Putting the 'boot' into car boot sale

Tags: social network, twitter, internet

By silicon.com

Published: 2 October 2009 15:19 GMT

Over the years, the internet has been blamed for many of the world's ills. Sometimes fairly, though often not.

'The internet is corrupting the nation's youth!' 'The internet is giving us terrible piles!' 'The internet has led to a massive drain in revenues in traditional advertising channels!'

Boo hoo. Get a grip.

It never used to be this way. Back in the days when the internet was just the 'Information Superhighway' we were as excited about the prospects that lay on the 'road ahead' as we were terrified of having to explain it to elderly relatives and senior management. (In much the same way we feel about 'social media' like Twitter today.)

This week the internet was accused of bringing an end to a great British institution - the car boot sale.

Visits to traditional car boot sales have fallen by 65 per cent in the last three years, as more Brits have taken to using the internet to sell their tat and find their tat bargains.

The world's first car boot sale was held in Kent in 1980 and to all intents and purposes it hasn't advanced from there. For years, car boot sales have been a way of selling horrible chipped china ornaments, Blackadder video box-sets and improbably large pairs of pants in the middle of damp, grassy fields.

However, people have now woken up to the fact they can buy and sell the same useless tat online and don't need to get up at 6am on a Sunday morning and drive to a distant field with terrible parking.
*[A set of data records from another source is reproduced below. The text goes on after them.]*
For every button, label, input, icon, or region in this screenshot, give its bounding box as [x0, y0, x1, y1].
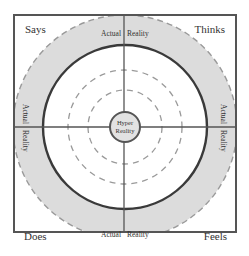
- ring-label-bottom-reality: Reality: [127, 230, 149, 239]
- ring-label-bottom-actual: Actual: [101, 230, 121, 239]
- quadrant-label-thinks: Thinks: [194, 23, 225, 35]
- center-label-reality: Reality: [116, 127, 136, 134]
- quadrant-label-feels: Feels: [204, 230, 227, 242]
- ring-label-right-actual: Actual: [219, 104, 228, 124]
- ring-label-left-actual: Actual: [21, 104, 30, 124]
- quadrant-label-does: Does: [24, 230, 47, 242]
- ring-label-right-reality: Reality: [219, 130, 228, 152]
- ring-label-left-reality: Reality: [21, 130, 30, 152]
- quadrant-label-says: Says: [25, 23, 46, 35]
- empathy-map-diagram: Says Thinks Does Feels Actual Reality Ac…: [0, 0, 249, 256]
- center-label-hyper: Hyper: [117, 119, 134, 126]
- ring-label-top-actual: Actual: [101, 29, 121, 38]
- ring-label-top-reality: Reality: [127, 29, 149, 38]
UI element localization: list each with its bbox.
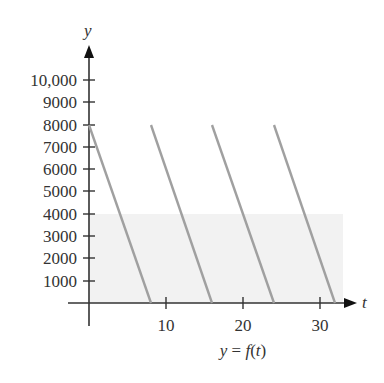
x-tick-labels: 10 20 30 <box>158 316 329 335</box>
svg-text:9000: 9000 <box>43 93 77 112</box>
y-axis-arrow-icon <box>84 45 94 58</box>
svg-text:8000: 8000 <box>43 116 77 135</box>
svg-text:5000: 5000 <box>43 182 77 201</box>
y-axis-label: y <box>82 21 92 40</box>
svg-text:30: 30 <box>312 316 329 335</box>
shaded-band <box>89 214 343 303</box>
x-axis-arrow-icon <box>344 298 357 308</box>
svg-text:4000: 4000 <box>43 205 77 224</box>
chart: y t 1000 2000 3000 4000 5000 6000 7000 8… <box>0 0 384 383</box>
y-tick-labels: 1000 2000 3000 4000 5000 6000 7000 8000 … <box>30 71 77 291</box>
svg-text:10: 10 <box>158 316 175 335</box>
svg-text:20: 20 <box>235 316 252 335</box>
svg-text:6000: 6000 <box>43 160 77 179</box>
svg-text:10,000: 10,000 <box>30 71 77 90</box>
svg-text:2000: 2000 <box>43 249 77 268</box>
x-axis-label: t <box>362 293 368 312</box>
svg-text:3000: 3000 <box>43 227 77 246</box>
svg-text:1000: 1000 <box>43 272 77 291</box>
svg-text:7000: 7000 <box>43 138 77 157</box>
chart-caption: y = f(t) <box>218 341 266 360</box>
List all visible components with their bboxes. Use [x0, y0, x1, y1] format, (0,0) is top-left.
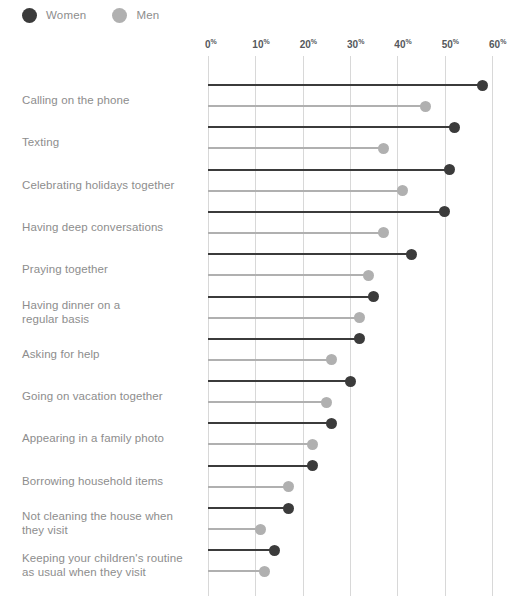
stem-men-8 [208, 443, 312, 445]
data-point-women-3[interactable] [439, 206, 450, 217]
x-tick-label-50: 50% [442, 38, 459, 50]
stem-women-4 [208, 253, 412, 255]
data-point-men-0[interactable] [420, 101, 431, 112]
stem-women-8 [208, 422, 331, 424]
stem-women-7 [208, 380, 350, 382]
category-label-0: Calling on the phone [22, 93, 202, 107]
data-point-women-9[interactable] [307, 460, 318, 471]
stem-men-4 [208, 274, 369, 276]
legend-item-men: Men [112, 8, 159, 23]
x-tick-label-0: 0% [205, 38, 217, 50]
data-point-men-6[interactable] [326, 354, 337, 365]
stem-men-3 [208, 232, 383, 234]
gridline-0 [208, 56, 209, 596]
gridline-60 [492, 56, 493, 596]
stem-women-10 [208, 507, 288, 509]
category-label-4: Praying together [22, 262, 202, 276]
data-point-men-9[interactable] [283, 481, 294, 492]
data-point-women-8[interactable] [326, 418, 337, 429]
stem-men-11 [208, 570, 265, 572]
legend-label-men: Men [136, 9, 159, 21]
data-point-women-0[interactable] [477, 80, 488, 91]
stem-women-1 [208, 126, 454, 128]
category-label-9: Borrowing household items [22, 474, 202, 488]
data-point-women-2[interactable] [444, 164, 455, 175]
data-point-women-4[interactable] [406, 249, 417, 260]
category-label-7: Going on vacation together [22, 389, 202, 403]
x-tick-label-30: 30% [347, 38, 364, 50]
stem-women-5 [208, 296, 374, 298]
stem-women-0 [208, 84, 483, 86]
stem-men-1 [208, 147, 383, 149]
data-point-men-2[interactable] [397, 185, 408, 196]
category-label-5: Having dinner on aregular basis [22, 298, 202, 326]
gridline-20 [303, 56, 304, 596]
stem-men-10 [208, 528, 260, 530]
data-point-men-11[interactable] [259, 566, 270, 577]
stem-men-5 [208, 317, 359, 319]
data-point-women-7[interactable] [345, 376, 356, 387]
data-point-men-8[interactable] [307, 439, 318, 450]
stem-men-2 [208, 190, 402, 192]
stem-men-0 [208, 105, 426, 107]
category-label-1: Texting [22, 135, 202, 149]
data-point-men-7[interactable] [321, 397, 332, 408]
legend-label-women: Women [46, 9, 86, 21]
stem-men-7 [208, 401, 326, 403]
data-point-men-5[interactable] [354, 312, 365, 323]
stem-men-6 [208, 359, 331, 361]
data-point-women-5[interactable] [368, 291, 379, 302]
data-point-men-4[interactable] [363, 270, 374, 281]
lollipop-chart: 0%10%20%30%40%50%60% Calling on the phon… [0, 36, 513, 597]
x-tick-label-40: 40% [394, 38, 411, 50]
legend-swatch-men [112, 8, 127, 23]
category-label-3: Having deep conversations [22, 220, 202, 234]
stem-women-11 [208, 549, 274, 551]
gridline-10 [255, 56, 256, 596]
x-tick-label-60: 60% [489, 38, 506, 50]
data-point-women-1[interactable] [449, 122, 460, 133]
plot-area: 0%10%20%30%40%50%60% [208, 56, 493, 597]
gridline-50 [445, 56, 446, 596]
x-tick-label-10: 10% [252, 38, 269, 50]
category-label-8: Appearing in a family photo [22, 431, 202, 445]
chart-legend: Women Men [0, 0, 159, 30]
category-label-10: Not cleaning the house whenthey visit [22, 509, 202, 537]
stem-women-6 [208, 338, 359, 340]
data-point-men-1[interactable] [378, 143, 389, 154]
data-point-women-11[interactable] [269, 545, 280, 556]
data-point-men-3[interactable] [378, 227, 389, 238]
stem-women-3 [208, 211, 445, 213]
legend-item-women: Women [22, 8, 86, 23]
stem-women-2 [208, 169, 449, 171]
stem-men-9 [208, 486, 288, 488]
gridline-30 [350, 56, 351, 596]
data-point-men-10[interactable] [255, 524, 266, 535]
category-label-2: Celebrating holidays together [22, 178, 202, 192]
stem-women-9 [208, 465, 312, 467]
category-label-11: Keeping your children's routineas usual … [22, 551, 202, 579]
legend-swatch-women [22, 8, 37, 23]
x-tick-label-20: 20% [300, 38, 317, 50]
category-label-6: Asking for help [22, 347, 202, 361]
data-point-women-6[interactable] [354, 333, 365, 344]
data-point-women-10[interactable] [283, 503, 294, 514]
gridline-40 [397, 56, 398, 596]
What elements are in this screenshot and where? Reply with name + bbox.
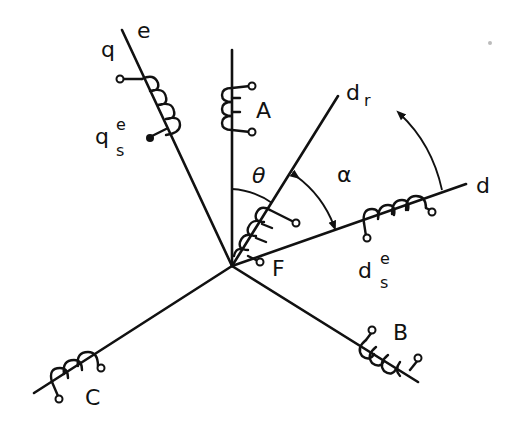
dr-axis — [232, 96, 338, 266]
rotation-arrow — [400, 114, 442, 190]
ds-e-subscript: s — [380, 273, 388, 292]
field-label: F — [272, 256, 285, 281]
theta-label: θ — [252, 163, 266, 188]
qs-e-base: q — [95, 124, 109, 149]
coil-field-f — [234, 208, 300, 266]
phase-a-label: A — [256, 98, 271, 123]
qs-e-superscript: e — [116, 115, 126, 134]
dr-label: d r — [346, 80, 371, 110]
ds-e-base: d — [358, 258, 372, 283]
phase-c-label: C — [85, 385, 100, 410]
coil-phase-a — [222, 83, 256, 136]
coil-ds-e — [364, 196, 436, 242]
d-axis-label: d — [476, 173, 490, 198]
speck — [488, 41, 492, 45]
ds-e-superscript: e — [380, 249, 390, 268]
winding-axes-diagram: q e q e s A d r θ α d d e s F B C — [0, 0, 524, 431]
qs-e-label: q e s — [95, 115, 126, 160]
alpha-arc — [296, 176, 334, 226]
q-axis-label: q — [101, 37, 115, 62]
e-axis-label: e — [137, 18, 151, 43]
dr-base: d — [346, 80, 360, 105]
phase-b-label: B — [393, 320, 408, 345]
qs-e-subscript: s — [116, 141, 124, 160]
dr-subscript: r — [364, 91, 371, 110]
ds-e-label: d e s — [358, 249, 390, 292]
alpha-label: α — [337, 162, 352, 187]
theta-arc — [232, 189, 272, 203]
phase-b-axis — [232, 266, 418, 382]
q-axis — [122, 30, 232, 266]
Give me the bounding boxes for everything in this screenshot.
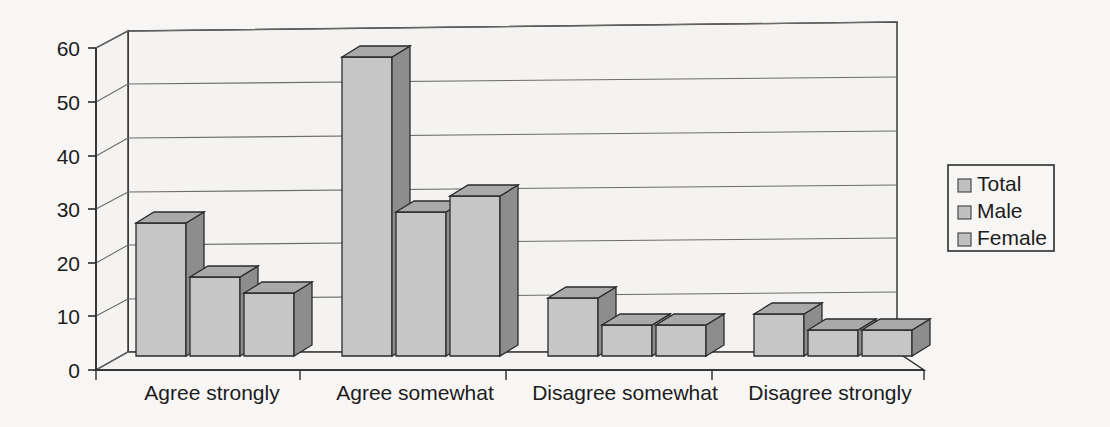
y-tick-label-30: 30 (57, 198, 80, 221)
legend-label-total: Total (977, 172, 1021, 195)
y-axis: 60 50 40 30 20 10 0 (57, 37, 96, 382)
bar-front-face (862, 330, 912, 356)
bar-disagree-somewhat-female[interactable] (656, 314, 724, 356)
category-label-agree-somewhat: Agree somewhat (336, 381, 494, 404)
bar-front-face (190, 277, 240, 356)
legend-swatch-icon (958, 179, 971, 192)
bar-front-face (342, 57, 392, 356)
legend-label-male: Male (977, 199, 1023, 222)
category-label-agree-strongly: Agree strongly (144, 381, 280, 404)
category-label-disagree-strongly: Disagree strongly (748, 381, 912, 404)
chart-container: 60 50 40 30 20 10 0 (0, 0, 1110, 427)
bar-agree-strongly-female[interactable] (244, 282, 312, 356)
category-labels: Agree strongly Agree somewhat Disagree s… (144, 381, 912, 404)
y-tick-label-10: 10 (57, 305, 80, 328)
y-tick-label-0: 0 (68, 359, 80, 382)
bar-front-face (244, 293, 294, 356)
bar-agree-somewhat-female[interactable] (450, 185, 518, 356)
bar-front-face (548, 298, 598, 356)
legend: Total Male Female (948, 165, 1054, 251)
category-label-disagree-somewhat: Disagree somewhat (532, 381, 718, 404)
y-tick-label-60: 60 (57, 37, 80, 60)
legend-swatch-icon (958, 233, 971, 246)
y-tick-label-40: 40 (57, 145, 80, 168)
bar-side-face (500, 185, 518, 356)
bar-front-face (450, 196, 500, 356)
y-tick-label-50: 50 (57, 91, 80, 114)
x-axis (96, 370, 924, 380)
y-tick-label-20: 20 (57, 252, 80, 275)
bar-front-face (396, 212, 446, 356)
bar-disagree-strongly-female[interactable] (862, 319, 930, 356)
bar-front-face (602, 325, 652, 356)
bar-side-face (294, 282, 312, 356)
bar-front-face (808, 330, 858, 356)
bar-front-face (754, 314, 804, 356)
bar-front-face (136, 223, 186, 356)
bar-front-face (656, 325, 706, 356)
legend-label-female: Female (977, 226, 1047, 249)
legend-swatch-icon (958, 206, 971, 219)
bar-chart-3d: 60 50 40 30 20 10 0 (0, 0, 1110, 427)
They can simply use their computer and drink coffee and play with the cat.

A study by free classified site Preloved.co.uk found that more and more Brits are turning away from the open air car boot to selling online. Seventeen per cent of the respondents said they attended a car boot sale three years ago compared to a meagre six per cent in the last year.

The Round-Up has a one-word response for this: good.

When asked whether they would prefer to sell online or at a car boot sale, 92 per cent of the public said they'd prefer to sell online, which tells the Round-Up that for a country of eccentrics at least we haven't lost all our senses.

The Round-Up's request for the next great British institution up for the chop by the internet: foxhunting...



As the Round-Up pondered a week of worthy but gag-light news about Intel's tech on show and tech's history under the hammer there was a refreshing ping on Wednesday as a press release dropped into its inbox with some rather shocking news.

According to a nationwide study of more than 3,000 people, there is a direct correlation between the way people use their mobile phones and the way they feel for the rest of the day.

Mobile phones are undeniably a key part of our busy, modern lives.

Each day, millions of us use mobiles as alarm clocks to get us up in time for work; to book and remember meetings; to distract us from the meetings with social networking applications to arrange a night down the pub; and to surf the web looking for the nearest car boot sale while we wait for our friends to arrive at the Crown and Sceptre.

Sometimes, we even use them to make phone calls. Now that's what you call smart.

Given this reliance on mobile phones a UK mobile phone comparison site felt compelled, for some reason not explained, to investigate how our phones affect our emotions.

The study found that a surprising number of people were directly affected by their phones, even down to their ringtone. Presumably the rather dense ones who don't realise they can change them.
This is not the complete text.